RE: Article: Fat protocols slow Web services

> -----Original Message-----
> From: Francis Norton [mailto:francis@redrice.com]
> Sent: Thursday, January 10, 2002 8:47 AM
> To: Champion, Mike
> Cc: xml-dist-app@w3.org
> Subject: Re: Article: Fat protocols slow Web services
> 
> 
> All looks so pretty much like Web Services with private UDDI, to me.

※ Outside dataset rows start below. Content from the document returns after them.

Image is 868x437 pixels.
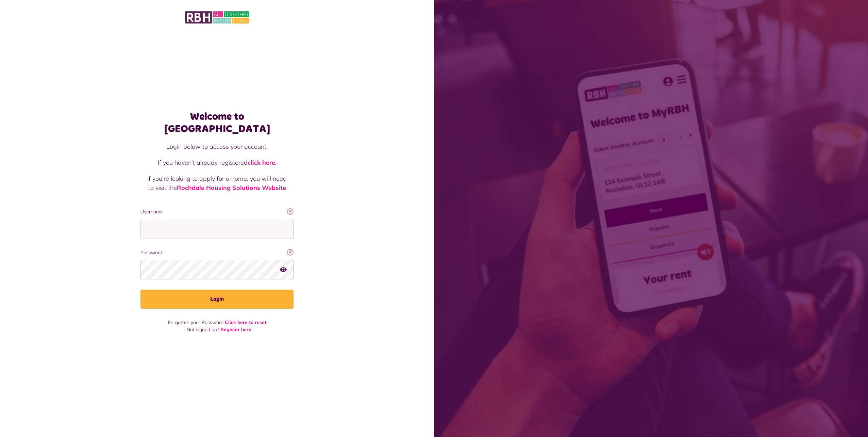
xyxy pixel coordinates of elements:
[187,326,219,333] span: Not signed up?
[220,326,251,333] a: Register here
[148,174,287,192] p: If you're looking to apply for a home, you will need to visit the
[148,158,287,167] p: If you haven't already registered .
[140,111,293,135] h1: Welcome to [GEOGRAPHIC_DATA]
[177,183,286,192] a: Rochdale Housing Solutions Website
[140,249,293,256] label: Password
[168,319,223,325] span: Forgotten your Password
[140,289,293,308] button: Login
[225,319,267,325] a: Click here to reset
[185,11,249,24] img: MyRBH
[140,208,293,215] label: Username
[248,158,275,166] a: click here
[148,142,287,151] p: Login below to access your account.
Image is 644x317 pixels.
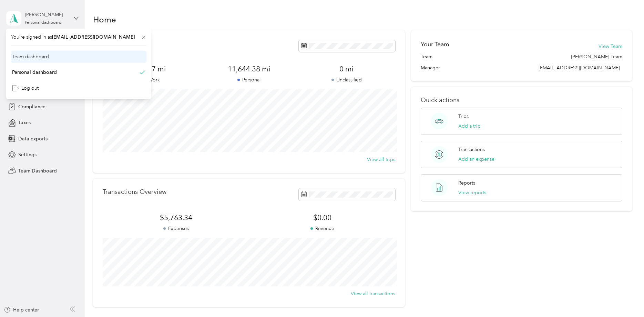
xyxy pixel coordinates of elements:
button: Help center [4,306,39,314]
h2: Your Team [420,40,449,48]
div: Team dashboard [12,53,49,60]
p: Quick actions [420,96,623,104]
p: Transactions [458,146,485,153]
span: 0 mi [298,64,395,74]
span: [PERSON_NAME] Team [571,53,622,60]
p: Personal [200,76,298,84]
span: Taxes [18,119,30,126]
iframe: Everlance-gr Chat Button Frame [605,278,644,317]
button: View all transactions [350,290,395,298]
span: Manager [420,64,440,72]
span: $0.00 [249,213,395,222]
p: Work [103,76,200,84]
button: View all trips [367,156,395,163]
p: Revenue [249,225,395,232]
p: Transactions Overview [103,188,166,196]
p: Trips [458,113,468,120]
p: Reports [458,180,475,186]
span: [EMAIL_ADDRESS][DOMAIN_NAME] [538,65,620,70]
div: [PERSON_NAME] [25,11,68,18]
div: Personal dashboard [25,20,62,25]
span: Data exports [18,135,47,142]
p: Unclassified [298,76,395,84]
h1: Home [93,16,116,23]
span: Settings [18,151,36,158]
span: Compliance [18,103,45,110]
span: You’re signed in as [11,34,146,40]
span: Team [420,53,432,60]
button: View Team [598,43,622,50]
span: 1,927 mi [103,64,200,74]
p: Expenses [103,225,249,232]
span: $5,763.34 [103,213,249,222]
button: View reports [458,189,486,196]
span: 11,644.38 mi [200,64,298,74]
button: Add a trip [458,122,481,130]
span: Team Dashboard [18,168,57,174]
button: Add an expense [458,156,494,163]
span: [EMAIL_ADDRESS][DOMAIN_NAME] [52,34,135,40]
div: Personal dashboard [12,68,57,76]
div: Log out [12,84,38,92]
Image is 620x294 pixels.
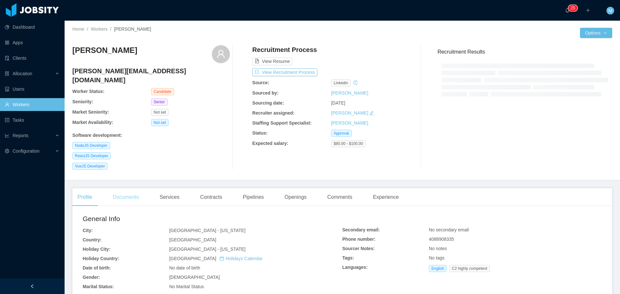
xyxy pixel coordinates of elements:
[5,114,59,127] a: icon: profileTasks
[252,80,269,85] b: Source:
[83,228,93,233] b: City:
[83,214,342,224] h2: General Info
[5,36,59,49] a: icon: appstoreApps
[169,247,245,252] span: [GEOGRAPHIC_DATA] - [US_STATE]
[429,246,447,251] span: No notes
[13,133,28,138] span: Reports
[331,120,368,126] a: [PERSON_NAME]
[83,275,100,280] b: Gender:
[449,265,490,272] span: C2 highly competent
[169,284,204,289] span: No Marital Status
[72,188,97,206] div: Profile
[252,110,295,116] b: Recruiter assigned:
[114,26,151,32] span: [PERSON_NAME]
[151,109,169,116] span: Not set
[72,89,104,94] b: Worker Status:
[5,133,9,138] i: icon: line-chart
[169,275,220,280] span: [DEMOGRAPHIC_DATA]
[342,256,354,261] b: Tags:
[252,141,288,146] b: Expected salary:
[220,256,263,261] a: icon: calendarHolidays Calendar
[169,256,263,261] span: [GEOGRAPHIC_DATA]
[220,256,224,261] i: icon: calendar
[72,26,84,32] a: Home
[216,49,225,58] i: icon: user
[83,284,114,289] b: Marital Status:
[252,68,318,76] button: icon: exportView Recruitment Process
[252,70,318,75] a: icon: exportView Recruitment Process
[580,28,612,38] button: Optionsicon: down
[322,188,358,206] div: Comments
[331,100,345,106] span: [DATE]
[169,237,216,243] span: [GEOGRAPHIC_DATA]
[438,48,612,56] h3: Recruitment Results
[342,246,375,251] b: Sourcer Notes:
[5,21,59,34] a: icon: pie-chartDashboard
[83,247,110,252] b: Holiday City:
[331,130,351,137] span: Approval
[72,142,110,149] span: NodeJS Developer
[429,237,454,242] span: 4088908335
[87,26,88,32] span: /
[5,83,59,96] a: icon: robotUsers
[151,119,169,126] span: Not set
[573,5,575,11] p: 5
[568,5,578,11] sup: 25
[586,8,590,13] i: icon: plus
[151,88,174,95] span: Candidate
[252,100,284,106] b: Sourcing date:
[370,111,374,115] i: icon: edit
[571,5,573,11] p: 2
[110,26,111,32] span: /
[154,188,184,206] div: Services
[429,227,469,233] span: No secondary email
[72,67,230,85] h4: [PERSON_NAME][EMAIL_ADDRESS][DOMAIN_NAME]
[331,90,368,96] a: [PERSON_NAME]
[252,90,278,96] b: Sourced by:
[429,265,447,272] span: English
[331,140,366,147] span: $80.00 - $100.00
[342,227,380,233] b: Secondary email:
[5,52,59,65] a: icon: auditClients
[565,8,570,13] i: icon: bell
[5,149,9,153] i: icon: setting
[72,120,113,125] b: Market Availability:
[252,59,292,64] a: icon: file-textView Resume
[13,149,39,154] span: Configuration
[279,188,312,206] div: Openings
[72,99,93,104] b: Seniority:
[151,99,168,106] span: Senior
[5,98,59,111] a: icon: userWorkers
[5,71,9,76] i: icon: solution
[72,152,111,160] span: ReactJS Developer
[342,265,368,270] b: Languages:
[238,188,269,206] div: Pipelines
[72,110,109,115] b: Market Seniority:
[83,266,111,271] b: Date of birth:
[169,266,200,271] span: No date of birth
[353,80,358,85] i: icon: history
[342,237,376,242] b: Phone number:
[195,188,227,206] div: Contracts
[72,163,108,170] span: VueJS Developer
[429,255,602,262] div: No tags
[252,57,292,65] button: icon: file-textView Resume
[91,26,108,32] a: Workers
[83,237,101,243] b: Country:
[83,256,119,261] b: Holiday Country:
[609,7,612,15] span: M
[331,79,351,87] span: linkedin
[331,110,368,116] a: [PERSON_NAME]
[13,71,32,76] span: Allocation
[72,45,137,56] h3: [PERSON_NAME]
[368,188,404,206] div: Experience
[108,188,144,206] div: Documents
[252,131,267,136] b: Status:
[252,120,312,126] b: Staffing Support Specialist:
[169,228,245,233] span: [GEOGRAPHIC_DATA] - [US_STATE]
[72,133,122,138] b: Software development :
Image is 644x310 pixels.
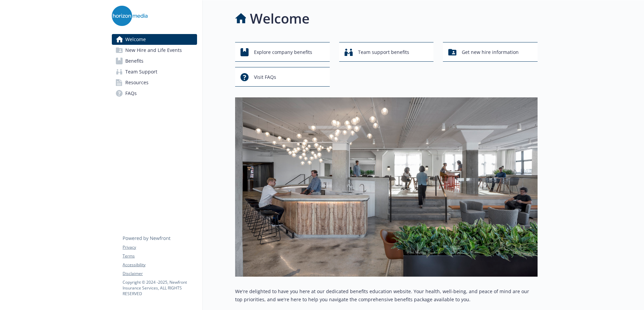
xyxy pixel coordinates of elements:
[126,88,137,99] span: FAQs
[235,288,537,304] p: We're delighted to have you here at our dedicated benefits education website. Your health, well-b...
[462,46,518,59] span: Get new hire information
[126,66,157,77] span: Team Support
[126,56,144,66] span: Benefits
[122,279,197,296] p: Copyright © 2024 - 2025 , Newfront Insurance Services, ALL RIGHTS RESERVED
[443,42,537,62] button: Get new hire information
[358,46,409,59] span: Team support benefits
[339,42,433,62] button: Team support benefits
[112,34,197,45] a: Welcome
[254,46,312,59] span: Explore company benefits
[235,42,330,62] button: Explore company benefits
[122,244,197,251] a: Privacy
[112,45,197,56] a: New Hire and Life Events
[254,71,276,84] span: Visit FAQs
[122,271,197,277] a: Disclaimer
[126,45,182,56] span: New Hire and Life Events
[126,34,146,45] span: Welcome
[235,67,330,87] button: Visit FAQs
[112,88,197,99] a: FAQs
[235,98,537,277] img: overview page banner
[126,77,149,88] span: Resources
[122,253,197,259] a: Terms
[250,8,309,29] h1: Welcome
[112,77,197,88] a: Resources
[112,66,197,77] a: Team Support
[112,56,197,66] a: Benefits
[122,262,197,268] a: Accessibility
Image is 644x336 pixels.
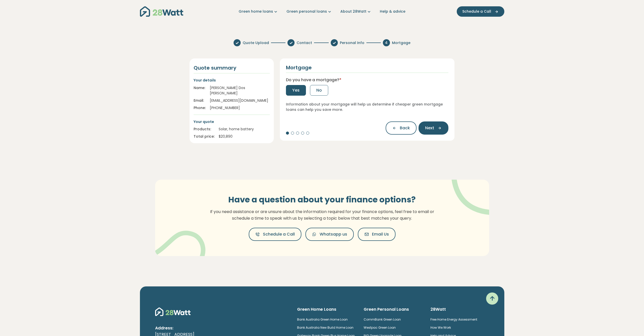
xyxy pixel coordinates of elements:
h4: Quote summary [193,64,270,71]
h2: Mortgage [286,64,312,71]
span: Quote Upload [243,40,269,46]
div: Name: [193,85,206,96]
nav: Main navigation [140,5,505,18]
div: [PHONE_NUMBER] [210,105,270,110]
div: 4 [383,39,390,46]
a: CommBank Green Loan [364,317,401,321]
div: Phone: [193,105,206,110]
h6: Green Home Loans [297,307,356,312]
img: vector [438,166,505,215]
span: Email Us [372,231,389,237]
h3: Have a question about your finance options? [207,195,437,205]
a: Bank Australia Green Home Loan [297,317,348,321]
h6: Green Personal Loans [364,307,423,312]
img: 28Watt [140,6,183,17]
div: Total price: [193,134,215,139]
a: Green home loans [239,9,278,14]
span: Next [425,125,434,131]
p: Address: [155,325,289,332]
h6: 28Watt [430,307,489,312]
span: Whatsapp us [320,231,348,237]
button: Schedule a Call [457,6,505,17]
button: Email Us [358,228,396,241]
p: If you need assistance or are unsure about the information required for your finance options, fee... [207,208,437,221]
div: $ 20,890 [219,134,270,139]
p: Your quote [193,119,270,125]
span: Yes [293,87,300,93]
div: Email: [193,98,206,103]
a: Help & advice [380,9,405,14]
button: Whatsapp us [305,228,354,241]
div: Information about your mortgage will help us determine if cheaper green mortgage loans can help y... [286,102,449,112]
label: Do you have a mortgage? [286,77,342,83]
span: Back [400,125,410,131]
div: [PERSON_NAME] Dos [PERSON_NAME] [210,85,270,96]
a: How We Work [430,325,451,330]
button: No [310,85,328,96]
span: Contact [296,40,312,46]
span: Schedule a Call [263,231,295,237]
span: Personal Info [340,40,365,46]
div: Products: [193,127,215,132]
div: Solar, home battery [219,127,270,132]
a: Westpac Green Loan [364,325,396,330]
span: Schedule a Call [462,9,491,14]
a: Free Home Energy Assessment [430,317,478,321]
p: Your details [193,78,270,83]
img: vector [152,217,206,268]
span: Mortgage [392,40,410,46]
button: Yes [286,85,306,96]
button: Back [386,122,417,134]
a: About 28Watt [341,9,372,14]
a: Green personal loans [287,9,332,14]
span: No [317,87,322,93]
button: Schedule a Call [249,228,301,241]
div: [EMAIL_ADDRESS][DOMAIN_NAME] [210,98,270,103]
img: 28Watt [155,307,190,317]
button: Next [419,122,449,134]
a: Bank Australia New Build Home Loan [297,325,353,330]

Yes! My point -- a real question, not a rhetorical one -- is whether the
HTTP/XML/RPC works anywhere near as well in real applications over the wild
internet as it does over a tame intranet. The points that have been raised
in this thread about latency, reliability, "burstiness" etc. can be managed
in an intranet by investments in hardware and competent system
administration, but not when you have potentially millions of remote
customers with all sorts of devices, transports, and intermediaries to deal
with.

The larger issue is whether web services (over the wild world web) can, as a
general rule, continue to build on the synchronous/RPC paradigm that has
scaled reasonably well from single machines to local area networks to
enterprise networks.  There seem to be two points of view: Either the
internet infrastructure will evolve fast enough so that the RPC paradigm
continues to scale up and the underlying complexity is hidden from the
application programmer, or it won't and a more loosely coupled, asynchronous
model of web services delivery will be something that web services
developers have to deal with.  SOAP can definitely handle either model, RPC
is one use case and there could be use cases for various asynchronous
coordination protocols as well.  In other words, is the job of making SOAP
web services work well over the internet going to be the job of those
long-suffering network administrators that the original article was
addressed to, or the Visual Basic programmers that Kurt Cagle mentioned?

Another non-rhetorical question: Do the Microsoft .NET tools that those
Visual Basic programmers will be migrating to really assume an underlying
synchronousness or can they transparently handle, for example, an underlying
SMTP transport? I would guess that they can, but you may have to write code
rather than relying on the GUI and the wizards to do it auto-magically?